Diving into the backflip on Bondi royal commission
- Matt Owen
- 18 hours ago
- 3 min read
The decision to backtrack from calls for a full royal commission into the Bondi Beach terror attack is one of the most politically charged moments in Australia’s recent history.
With 15 innocent people killed and many more injured at a Hanukkah festival in December 2025, calls for a comprehensive inquiry were loud and deeply emotional. People gathered, mourned, lit candles and asked the same question on repeat, how did this happen here? The subsequent backflip on a royal commission has reopened that question, not as a political flashpoint, but as a deeply human one about trust, safety and healing.
Yet the government’s shift in position has sparked a fierce debate about leadership, accountability and the nation’s willingness to confront underlying issues of extremism and antisemitism. At the heart of the debate is not whether a royal commission is a perfect tool, but whether communities feel heard.
Why some support the backflip Those backing the government’s revised position argue that healing does not always come through the biggest inquiry, but through timely, practical action. Prime Minister Anthony Albanese has said his focus was on unity and social cohesion, stressing that communities needed the reassurance now that changes are being made, not years down the track.
Supporters point out that multiple investigations are already underway, including coronial inquests and security reviews, and argue these processes can deliver answers more quickly for families and frontline services. From this view, restraint is about avoiding inquiry fatigue and ensuring reforms aren’t delayed while governments wait for final reports.
Some community leaders have also warned against allowing grief to become polarised. They argue that endless political debate risks overshadowing remembrance, compassion and the quiet work of rebuilding trust between communities.
Why others are feeling let down by the decision For many affected communities, however, the backflip has landed as a missed opportunity to fully acknowledge the scale of the trauma.
Jewish community leaders, including New South Wales Jewish Board of Deputies president David Ossip, have argued that a royal commission is not about blame, but about visibility, a chance to publicly examine how hatred and extremism are growing and how institutions respond before violence erupts.
Families of victims and survivors have echoed that sentiment. For them, a royal commission represents the strongest signal that the nation is willing to sit with uncomfortable truths, not just administratively but publicly. When that signal appeared to waver, it created confusion and hurt, rather than reassurance.
Human Rights Commissioner Lorraine Finlay has also supported a federal inquiry, saying that understanding the deeper causes of violence, including online radicalisation and social fragmentation, is essential if communities are to feel genuinely safer.
Finding the right answers It seems both sides of this debate are motivated by care, for victims, for communities, and for Australia’s future. The disagreement is less about whether answers are needed and more about how to seek them.
Former politicians from across the spectrum, including former Labor MPs who signed an open letter calling for a royal commission, framed their plea in community terms: that Australians deserve a transparent, national conversation about violence, hatred and prevention, not one conducted behind closed doors.
Meanwhile, supporters of the government’s approach stress that inquiries alone do not create safer streets or stronger communities. They argue that legislation, funding for mental health services, policing resources and education are where real protection is built.
What it means to everyone else For everyday Australians, this debate is not abstract. It lives in parents wondering how to talk to their children, in communities feeling exposed and in people wanting reassurance that warning signs will not be missed again.
The question now is not whether the government changed course, but whether the path forward restores confidence. A community-minded response requires transparency, genuine consultation with affected groups, and clear communication about what investigations will - and won’t - deliver.
In times of tragedy, leadership is measured not only by decisiveness, but by empathy. Australians are not asking for perfection. They are asking to be included, informed and respected as part of the process of understanding what went wrong and how to ensure it never happens again.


**Task requirements:**
Include the line with "pyautogui.click(x=<x>, y=<y>)" and every line before it in the entries below, echoed exactly, but not the pictures.

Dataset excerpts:
───
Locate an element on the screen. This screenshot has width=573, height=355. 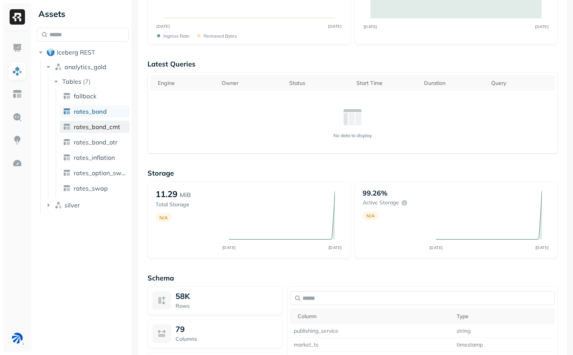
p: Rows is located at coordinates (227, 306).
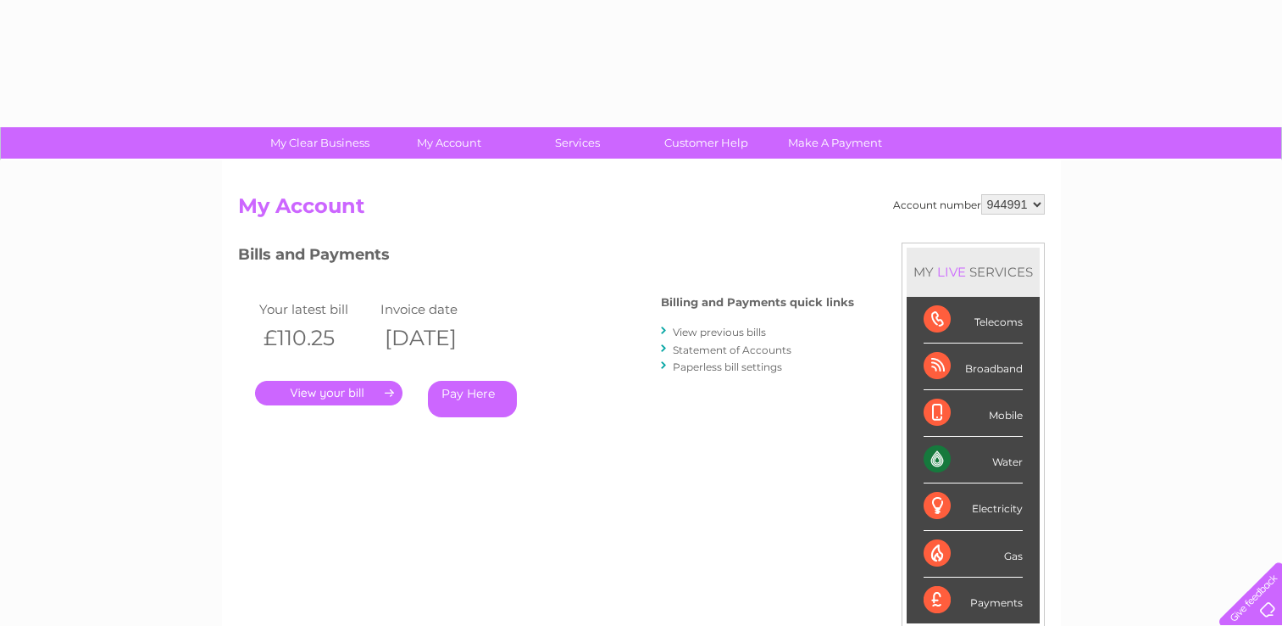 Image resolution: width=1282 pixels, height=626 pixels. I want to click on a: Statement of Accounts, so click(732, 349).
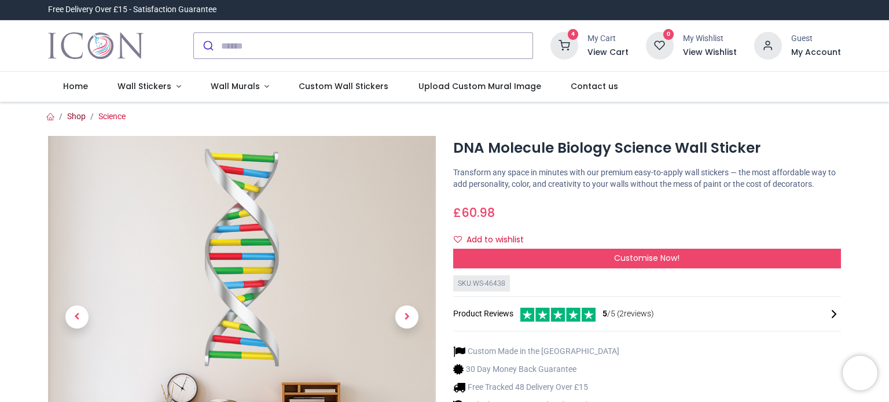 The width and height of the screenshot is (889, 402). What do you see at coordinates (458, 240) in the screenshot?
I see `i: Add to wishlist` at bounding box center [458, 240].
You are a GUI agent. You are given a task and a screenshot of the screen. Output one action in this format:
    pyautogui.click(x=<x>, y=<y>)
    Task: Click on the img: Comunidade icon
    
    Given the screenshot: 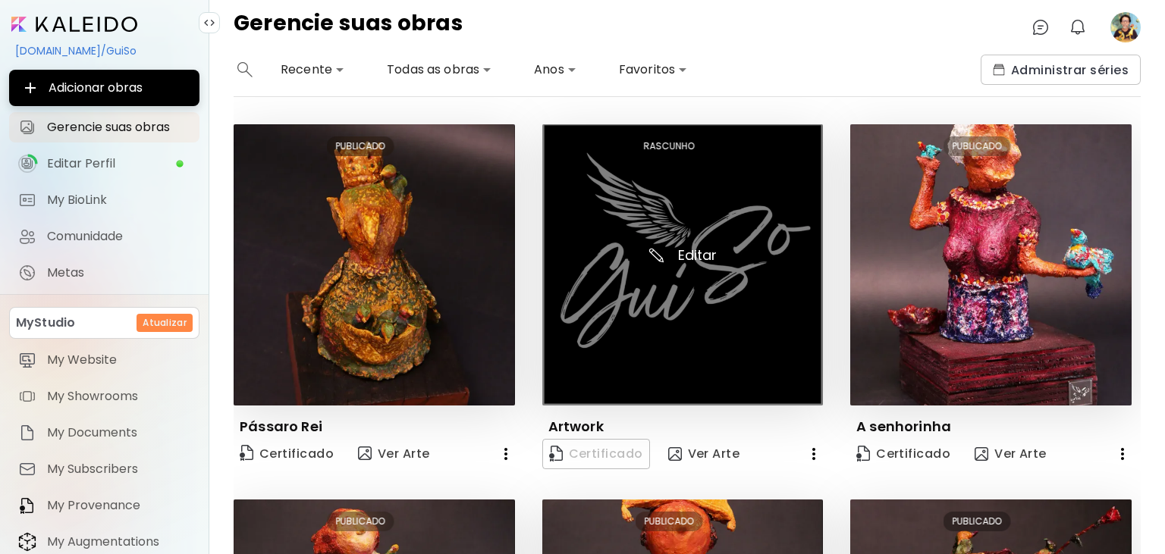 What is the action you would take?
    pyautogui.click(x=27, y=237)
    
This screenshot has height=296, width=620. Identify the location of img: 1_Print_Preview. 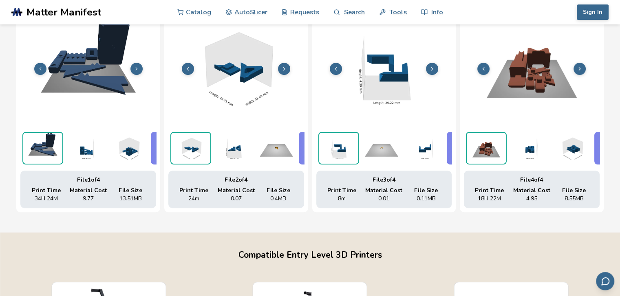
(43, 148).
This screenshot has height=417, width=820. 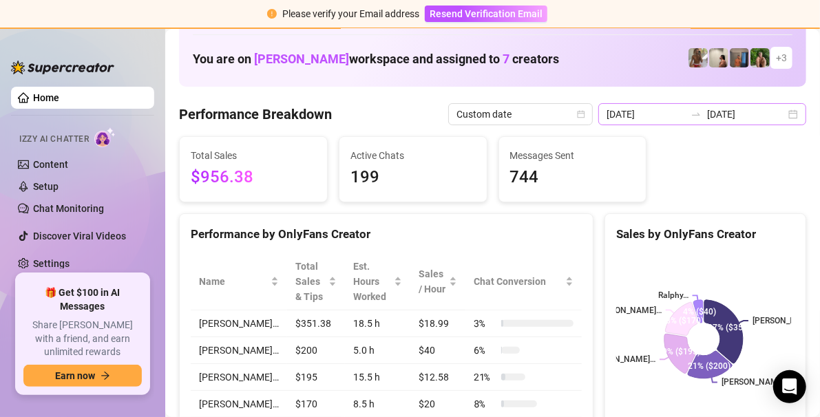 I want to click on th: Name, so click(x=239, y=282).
───
**Task response:**
Locate an element on the screen. This screenshot has width=573, height=355. 
p: Rows is located at coordinates (227, 306).
 Image resolution: width=1282 pixels, height=626 pixels. I want to click on a: Statement of Accounts, so click(732, 349).
 The width and height of the screenshot is (889, 402). What do you see at coordinates (458, 240) in the screenshot?
I see `i: Add to wishlist` at bounding box center [458, 240].
You are a GUI agent. You are given a task and a screenshot of the screen. Output one action in this format:
    pyautogui.click(x=<x>, y=<y>)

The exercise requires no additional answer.